George Sewall Boutwell (born Jan. 28, 1818, Brookline, Mass., U.S.—died Feb. 27, 1905, Groton, Mass.) was a leading Radical Republican during the American Civil War and Reconstruction era.
Boutwell worked as a clerk while teaching himself law and in 1842 was elected to the state legislature. In 1851 a coalition of antislavery Democrats and Free Soilers elected Boutwell governor of Massachusetts. But Boutwell found it impossible to remain a Democrat as the antislavery controversy intensified during the 1850s. In 1855 he helped organize the Republican Party in Massachusetts, and in 1860 he supported Abraham Lincoln’s bid for the presidency.
In 1862 Boutwell became the first federal commissioner of internal revenue. After a year of capable administration of the new branch of government, he won a seat in the U.S. House of Representatives. From 1863 to 1869 he occupied a leadership position among the Radical Republicans in the House. He served on the Joint Committee on Reconstruction, and he helped frame and pass the Fourteenth and Fifteenth Amendments to the U.S. Constitution, relating to former slaves and rebels.
Among the most vehement critics of President Andrew Johnson’s Reconstruction policies, Boutwell led in the movement for Johnson’s impeachment in 1867. Two years later, President Ulysses S. Grant named him secretary of the treasury, a position he held until 1873.
From 1873 to 1877, Boutwell was a U.S. senator. Then, during Rutherford B. Hayes’s administration, the president appointed him to prepare a new codification of the statutes of the United States; the Revised Statutes of the United States (1878) was the result. By 1880 Boutwell was in private law practice in Massachusetts, specializing in questions of international law.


#### Task to complete:
Go through the records and filter out every line lacking the word "node"; copy the lines that remain.

#### Data to use:
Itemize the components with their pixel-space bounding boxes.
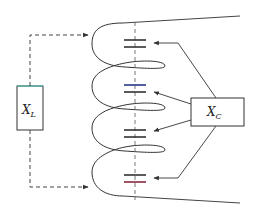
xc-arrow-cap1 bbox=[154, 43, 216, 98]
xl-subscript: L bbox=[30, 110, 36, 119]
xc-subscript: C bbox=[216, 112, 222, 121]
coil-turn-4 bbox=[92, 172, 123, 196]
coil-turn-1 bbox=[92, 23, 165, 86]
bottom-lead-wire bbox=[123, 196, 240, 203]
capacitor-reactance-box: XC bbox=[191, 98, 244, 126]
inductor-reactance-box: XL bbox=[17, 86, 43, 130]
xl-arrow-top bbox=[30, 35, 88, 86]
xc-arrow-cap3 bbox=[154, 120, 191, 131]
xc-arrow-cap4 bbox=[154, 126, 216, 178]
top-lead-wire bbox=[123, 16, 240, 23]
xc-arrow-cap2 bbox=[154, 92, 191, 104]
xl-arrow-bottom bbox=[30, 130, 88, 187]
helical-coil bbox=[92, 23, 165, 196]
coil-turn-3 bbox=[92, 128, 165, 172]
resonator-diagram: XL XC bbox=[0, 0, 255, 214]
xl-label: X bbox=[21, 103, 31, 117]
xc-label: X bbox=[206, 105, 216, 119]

--

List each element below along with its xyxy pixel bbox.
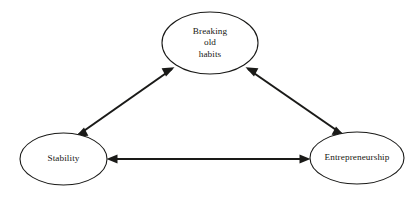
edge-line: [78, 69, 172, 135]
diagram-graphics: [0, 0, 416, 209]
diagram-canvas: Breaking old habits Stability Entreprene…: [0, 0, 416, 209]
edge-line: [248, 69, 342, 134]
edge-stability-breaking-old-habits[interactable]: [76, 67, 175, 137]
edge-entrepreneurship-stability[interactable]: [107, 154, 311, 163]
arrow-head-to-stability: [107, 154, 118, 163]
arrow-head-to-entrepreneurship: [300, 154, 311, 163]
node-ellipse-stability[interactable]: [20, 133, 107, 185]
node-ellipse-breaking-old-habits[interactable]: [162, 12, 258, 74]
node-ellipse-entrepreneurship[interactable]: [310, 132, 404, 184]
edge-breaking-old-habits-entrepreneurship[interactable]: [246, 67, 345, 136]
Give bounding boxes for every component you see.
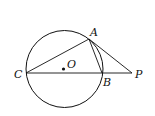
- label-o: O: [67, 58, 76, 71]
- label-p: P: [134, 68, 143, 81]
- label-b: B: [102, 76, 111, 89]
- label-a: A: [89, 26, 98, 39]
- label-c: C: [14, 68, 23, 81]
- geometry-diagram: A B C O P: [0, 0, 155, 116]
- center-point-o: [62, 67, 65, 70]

#### Exercise output:
node-ellipse-stability[interactable]: [20, 133, 107, 185]
node-ellipse-breaking-old-habits[interactable]: [162, 12, 258, 74]
node-ellipse-entrepreneurship[interactable]: [310, 132, 404, 184]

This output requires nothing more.